Nutanix’s public roadmap and leadership vision present a compelling case for the modern enterprise tempted by hyperscale cloud but wary of public cloud lock-in and vendor disruption. The company’s strengths are clear:
  • Agility and R&D focus: Outspending many rivals on technical innovation gives Nutanix the ability to move quickly and address gaps in legacy platforms.
  • Partnership and choice: By embracing third-party storage and open technologies, Nutanix lowers the switching costs—critical for enterprises considering migration.
  • Unified cloud/hybrid story: A single license that works across on-premises and cloud deployments simplifies cost and operational planning.
Yet, several risks bear watching:
  • Scale and support capacity: As Nutanix targets tenfold growth, questions remain about its ability to support enterprise workloads at global scale, particularly if faced with a rapid influx of migrating VMware customers.
  • Competing priorities: Managing continued support for traditional virtualization while advancing towards cloud-native and AI workloads is a delicate balance. The danger is spreading resources too thin or diluting product quality.
  • Ecosystem risk: While openness is touted, Nutanix’s ecosystem of third-party integrations is nascent compared to long-standing industry platforms. Customers should verify critical integrations—and vendor support—before large-scale adoption.
  • Uncertain competitive landscape: Established infrastructure vendors are themselves pivoting quickly, and hyperscale public cloud providers (AWS, Azure, Google Cloud) continue to dominate the cloud conversation. Nutanix’s competitive advantage may narrow if these giants address portability and openness more aggressively.

What Does This Mean for Enterprise Buyers?​

For organizations contemplating an exit from VMware, or those pursuing cloud-native modernization, Nutanix offers a credible, well-resourced alternative. The flexibility in infrastructure choices, licensing, and deployment models is a marked improvement over traditional, monolithic virtualization platforms. Nutanix’s partnerships with leading storage vendors and Nvidia further insulate it from accusations of lock-in, while demonstrating a commitment to supporting modern, AI-driven workloads.
Still, the true test will come as enterprise customers undertake large-scale migrations. Platform evaluation should involve rigorous proof-of-concept testing, not just on technical compatibility, but also in long-term support contracts, partner reliability, and overall total cost of ownership.

Conclusion: The Path Forward​

Nutanix stands at a crossroads—poised to capture significant market share from a virtualization market in flux, but also charged with executing flawlessly across product, support, and ecosystem enablement.
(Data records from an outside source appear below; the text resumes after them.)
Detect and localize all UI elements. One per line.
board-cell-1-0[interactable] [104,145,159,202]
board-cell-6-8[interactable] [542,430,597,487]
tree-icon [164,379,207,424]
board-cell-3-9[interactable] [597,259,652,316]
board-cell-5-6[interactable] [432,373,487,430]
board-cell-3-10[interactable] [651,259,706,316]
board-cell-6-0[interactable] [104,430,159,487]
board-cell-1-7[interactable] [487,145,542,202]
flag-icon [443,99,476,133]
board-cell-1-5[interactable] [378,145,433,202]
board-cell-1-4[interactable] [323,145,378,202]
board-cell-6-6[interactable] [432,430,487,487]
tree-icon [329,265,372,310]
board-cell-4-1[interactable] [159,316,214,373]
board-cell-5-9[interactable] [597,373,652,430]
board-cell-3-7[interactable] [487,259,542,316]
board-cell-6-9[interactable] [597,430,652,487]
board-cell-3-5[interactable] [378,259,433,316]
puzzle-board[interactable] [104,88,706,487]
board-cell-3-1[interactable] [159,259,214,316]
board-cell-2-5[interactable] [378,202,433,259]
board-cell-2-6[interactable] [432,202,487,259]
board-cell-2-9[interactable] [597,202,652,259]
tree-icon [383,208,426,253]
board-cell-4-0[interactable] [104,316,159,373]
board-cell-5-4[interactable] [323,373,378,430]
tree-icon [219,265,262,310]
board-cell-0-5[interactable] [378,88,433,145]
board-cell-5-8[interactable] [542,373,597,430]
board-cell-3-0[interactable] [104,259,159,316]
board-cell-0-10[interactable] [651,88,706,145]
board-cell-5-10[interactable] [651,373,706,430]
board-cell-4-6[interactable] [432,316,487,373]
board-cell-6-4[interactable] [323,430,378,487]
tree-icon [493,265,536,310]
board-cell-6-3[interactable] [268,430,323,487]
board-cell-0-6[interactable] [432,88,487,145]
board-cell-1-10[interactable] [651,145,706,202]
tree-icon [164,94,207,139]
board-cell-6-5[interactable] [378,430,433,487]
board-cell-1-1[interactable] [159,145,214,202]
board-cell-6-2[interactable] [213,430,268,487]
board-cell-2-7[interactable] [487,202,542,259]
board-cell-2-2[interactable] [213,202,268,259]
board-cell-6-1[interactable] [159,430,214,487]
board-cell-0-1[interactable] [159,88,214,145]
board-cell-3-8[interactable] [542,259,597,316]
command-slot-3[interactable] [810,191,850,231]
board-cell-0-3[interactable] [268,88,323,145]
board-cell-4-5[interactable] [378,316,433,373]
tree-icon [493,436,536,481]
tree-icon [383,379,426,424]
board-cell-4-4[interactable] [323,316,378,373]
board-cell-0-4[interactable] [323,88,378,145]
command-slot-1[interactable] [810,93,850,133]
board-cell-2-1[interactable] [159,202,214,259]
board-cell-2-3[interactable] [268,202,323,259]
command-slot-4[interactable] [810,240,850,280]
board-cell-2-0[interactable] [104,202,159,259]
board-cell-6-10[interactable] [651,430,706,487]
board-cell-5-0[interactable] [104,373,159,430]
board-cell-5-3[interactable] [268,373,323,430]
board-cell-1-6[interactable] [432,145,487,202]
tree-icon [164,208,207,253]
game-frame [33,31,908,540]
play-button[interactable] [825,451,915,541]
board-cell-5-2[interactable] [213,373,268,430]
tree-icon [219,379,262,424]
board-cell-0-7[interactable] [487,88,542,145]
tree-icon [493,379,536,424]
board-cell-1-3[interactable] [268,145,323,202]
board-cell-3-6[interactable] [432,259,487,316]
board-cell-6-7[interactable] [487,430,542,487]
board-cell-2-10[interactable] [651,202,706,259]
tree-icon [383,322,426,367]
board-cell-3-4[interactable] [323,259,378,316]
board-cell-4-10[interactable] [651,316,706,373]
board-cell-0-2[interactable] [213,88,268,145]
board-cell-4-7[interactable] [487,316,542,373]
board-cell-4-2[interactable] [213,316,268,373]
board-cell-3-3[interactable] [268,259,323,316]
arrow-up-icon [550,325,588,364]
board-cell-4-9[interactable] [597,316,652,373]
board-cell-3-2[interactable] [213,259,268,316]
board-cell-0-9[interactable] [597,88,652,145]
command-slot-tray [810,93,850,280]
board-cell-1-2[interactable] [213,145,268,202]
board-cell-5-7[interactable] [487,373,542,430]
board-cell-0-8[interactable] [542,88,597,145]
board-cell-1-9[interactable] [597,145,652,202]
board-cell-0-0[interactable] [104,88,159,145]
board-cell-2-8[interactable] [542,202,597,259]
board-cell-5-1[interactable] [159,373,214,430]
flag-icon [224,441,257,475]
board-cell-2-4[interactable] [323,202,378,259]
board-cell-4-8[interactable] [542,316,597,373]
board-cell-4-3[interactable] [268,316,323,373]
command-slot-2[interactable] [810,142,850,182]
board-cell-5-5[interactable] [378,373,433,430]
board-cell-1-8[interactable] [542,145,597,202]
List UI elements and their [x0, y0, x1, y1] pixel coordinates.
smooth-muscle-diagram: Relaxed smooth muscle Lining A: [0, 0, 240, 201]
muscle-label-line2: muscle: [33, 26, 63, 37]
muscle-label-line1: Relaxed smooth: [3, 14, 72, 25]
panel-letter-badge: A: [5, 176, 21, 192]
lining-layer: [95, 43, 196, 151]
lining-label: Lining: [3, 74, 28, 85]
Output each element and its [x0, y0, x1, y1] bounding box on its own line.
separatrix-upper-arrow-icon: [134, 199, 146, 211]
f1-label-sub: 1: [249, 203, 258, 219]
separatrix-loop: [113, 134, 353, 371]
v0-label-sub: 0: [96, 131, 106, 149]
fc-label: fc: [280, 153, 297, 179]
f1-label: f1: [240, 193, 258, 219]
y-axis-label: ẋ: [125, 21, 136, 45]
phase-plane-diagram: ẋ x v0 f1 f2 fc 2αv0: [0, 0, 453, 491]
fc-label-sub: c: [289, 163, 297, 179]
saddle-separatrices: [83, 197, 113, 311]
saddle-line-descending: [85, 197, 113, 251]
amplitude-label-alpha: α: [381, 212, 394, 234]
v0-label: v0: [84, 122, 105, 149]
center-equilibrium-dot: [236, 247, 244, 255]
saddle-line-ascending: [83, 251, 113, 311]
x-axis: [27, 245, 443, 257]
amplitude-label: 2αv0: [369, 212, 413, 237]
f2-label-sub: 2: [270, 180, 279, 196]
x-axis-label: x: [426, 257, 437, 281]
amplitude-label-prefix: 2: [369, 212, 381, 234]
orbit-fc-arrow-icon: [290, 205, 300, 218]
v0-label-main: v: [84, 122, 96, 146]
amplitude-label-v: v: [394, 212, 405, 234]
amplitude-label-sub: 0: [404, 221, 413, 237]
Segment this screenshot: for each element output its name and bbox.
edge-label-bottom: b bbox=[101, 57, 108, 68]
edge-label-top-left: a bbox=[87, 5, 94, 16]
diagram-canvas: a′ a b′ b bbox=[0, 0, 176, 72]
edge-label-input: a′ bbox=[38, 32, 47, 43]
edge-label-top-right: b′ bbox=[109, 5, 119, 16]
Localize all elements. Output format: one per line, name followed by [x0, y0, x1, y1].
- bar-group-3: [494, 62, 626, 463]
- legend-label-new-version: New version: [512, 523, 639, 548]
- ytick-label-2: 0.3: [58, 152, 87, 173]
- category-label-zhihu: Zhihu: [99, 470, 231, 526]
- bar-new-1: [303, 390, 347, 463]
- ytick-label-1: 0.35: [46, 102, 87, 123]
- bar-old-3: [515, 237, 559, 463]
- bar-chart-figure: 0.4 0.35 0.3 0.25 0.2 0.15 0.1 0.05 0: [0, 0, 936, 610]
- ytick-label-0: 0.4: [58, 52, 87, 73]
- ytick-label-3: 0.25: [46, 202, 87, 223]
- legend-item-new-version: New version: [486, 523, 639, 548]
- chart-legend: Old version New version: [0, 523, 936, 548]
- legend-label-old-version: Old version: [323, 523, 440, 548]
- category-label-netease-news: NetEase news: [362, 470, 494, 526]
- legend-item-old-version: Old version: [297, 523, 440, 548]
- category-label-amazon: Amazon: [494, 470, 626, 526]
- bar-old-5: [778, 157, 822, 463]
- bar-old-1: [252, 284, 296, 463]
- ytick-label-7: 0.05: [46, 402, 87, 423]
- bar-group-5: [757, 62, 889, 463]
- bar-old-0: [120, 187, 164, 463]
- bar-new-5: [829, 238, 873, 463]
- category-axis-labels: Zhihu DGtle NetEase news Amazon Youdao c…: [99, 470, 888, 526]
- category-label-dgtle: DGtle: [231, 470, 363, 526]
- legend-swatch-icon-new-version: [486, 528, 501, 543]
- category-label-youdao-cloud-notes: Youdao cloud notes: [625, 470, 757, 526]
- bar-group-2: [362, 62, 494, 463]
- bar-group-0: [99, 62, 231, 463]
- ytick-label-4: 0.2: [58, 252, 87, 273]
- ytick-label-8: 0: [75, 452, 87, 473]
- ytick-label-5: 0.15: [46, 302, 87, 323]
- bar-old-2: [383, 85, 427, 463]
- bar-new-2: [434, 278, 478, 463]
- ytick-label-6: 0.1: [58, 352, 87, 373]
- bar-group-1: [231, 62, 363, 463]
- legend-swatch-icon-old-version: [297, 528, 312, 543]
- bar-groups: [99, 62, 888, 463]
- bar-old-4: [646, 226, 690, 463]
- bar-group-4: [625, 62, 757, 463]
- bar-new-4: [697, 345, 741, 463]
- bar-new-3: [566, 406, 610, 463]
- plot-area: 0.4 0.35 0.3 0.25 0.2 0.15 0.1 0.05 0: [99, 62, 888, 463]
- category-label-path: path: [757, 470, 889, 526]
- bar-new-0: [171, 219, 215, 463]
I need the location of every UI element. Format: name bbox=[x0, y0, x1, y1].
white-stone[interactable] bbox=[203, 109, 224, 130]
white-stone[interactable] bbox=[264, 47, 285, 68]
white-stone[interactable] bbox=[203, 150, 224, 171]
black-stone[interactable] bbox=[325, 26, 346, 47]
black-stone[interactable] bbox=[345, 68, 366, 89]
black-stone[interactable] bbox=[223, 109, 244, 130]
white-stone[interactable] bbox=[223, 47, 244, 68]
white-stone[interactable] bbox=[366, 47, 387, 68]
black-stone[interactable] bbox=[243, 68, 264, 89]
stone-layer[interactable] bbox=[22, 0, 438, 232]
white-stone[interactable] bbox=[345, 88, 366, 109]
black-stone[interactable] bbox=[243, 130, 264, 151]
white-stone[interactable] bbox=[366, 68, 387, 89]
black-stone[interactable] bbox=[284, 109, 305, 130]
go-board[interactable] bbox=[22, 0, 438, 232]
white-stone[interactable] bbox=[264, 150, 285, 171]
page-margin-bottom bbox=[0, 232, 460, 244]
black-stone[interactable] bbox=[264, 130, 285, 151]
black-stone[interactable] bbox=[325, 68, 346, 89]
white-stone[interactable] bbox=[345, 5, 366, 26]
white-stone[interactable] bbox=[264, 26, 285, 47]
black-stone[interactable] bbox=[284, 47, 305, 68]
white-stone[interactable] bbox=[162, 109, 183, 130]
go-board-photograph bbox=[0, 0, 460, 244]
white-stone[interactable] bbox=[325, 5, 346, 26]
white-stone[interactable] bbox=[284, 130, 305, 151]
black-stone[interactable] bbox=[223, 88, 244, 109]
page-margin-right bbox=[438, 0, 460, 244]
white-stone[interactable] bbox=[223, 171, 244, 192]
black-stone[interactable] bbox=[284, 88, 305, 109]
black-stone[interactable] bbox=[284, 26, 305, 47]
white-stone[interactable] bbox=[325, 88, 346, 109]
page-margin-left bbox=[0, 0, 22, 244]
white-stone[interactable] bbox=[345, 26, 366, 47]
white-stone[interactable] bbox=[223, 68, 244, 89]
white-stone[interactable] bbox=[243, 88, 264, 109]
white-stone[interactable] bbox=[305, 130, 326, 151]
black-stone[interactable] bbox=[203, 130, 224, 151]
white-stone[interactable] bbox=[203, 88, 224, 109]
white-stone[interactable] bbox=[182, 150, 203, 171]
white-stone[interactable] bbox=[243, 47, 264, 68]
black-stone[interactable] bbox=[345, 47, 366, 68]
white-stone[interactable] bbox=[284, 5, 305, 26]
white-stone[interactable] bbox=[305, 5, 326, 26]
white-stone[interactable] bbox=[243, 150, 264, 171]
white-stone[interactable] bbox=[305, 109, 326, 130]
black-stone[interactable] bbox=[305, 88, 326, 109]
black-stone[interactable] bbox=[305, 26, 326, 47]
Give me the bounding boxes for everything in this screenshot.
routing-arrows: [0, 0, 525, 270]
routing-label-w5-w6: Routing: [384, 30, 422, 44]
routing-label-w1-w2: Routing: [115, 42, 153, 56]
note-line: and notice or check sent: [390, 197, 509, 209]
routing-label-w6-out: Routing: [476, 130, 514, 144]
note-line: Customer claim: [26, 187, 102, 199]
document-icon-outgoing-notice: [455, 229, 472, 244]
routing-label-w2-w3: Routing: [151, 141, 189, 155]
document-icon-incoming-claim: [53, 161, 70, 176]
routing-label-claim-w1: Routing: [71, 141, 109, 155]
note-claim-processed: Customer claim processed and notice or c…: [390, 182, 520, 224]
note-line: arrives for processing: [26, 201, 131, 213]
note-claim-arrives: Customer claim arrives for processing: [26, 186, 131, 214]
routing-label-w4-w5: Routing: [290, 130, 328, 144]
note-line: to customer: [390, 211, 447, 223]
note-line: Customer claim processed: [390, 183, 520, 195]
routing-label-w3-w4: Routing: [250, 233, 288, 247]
Under Ramaswami’s leadership, the company is doubling down on openness, innovation, and customer choice.
Enterprises ready to modernize their infrastructure—without embracing the risks of yet another lock-in—will find a compelling vision in Nutanix’s platform. Yet, as with all strategic technology decisions, the devil remains in the details. The coming year will reveal whether Nutanix can translate its high-profile partnerships, product updates, and customer-friendly talk into durable industry leadership.
For now, the battle for VMware’s installed base is just beginning, and Nutanix is making an aggressive play—one that the world’s IT decision-makers will be watching closely.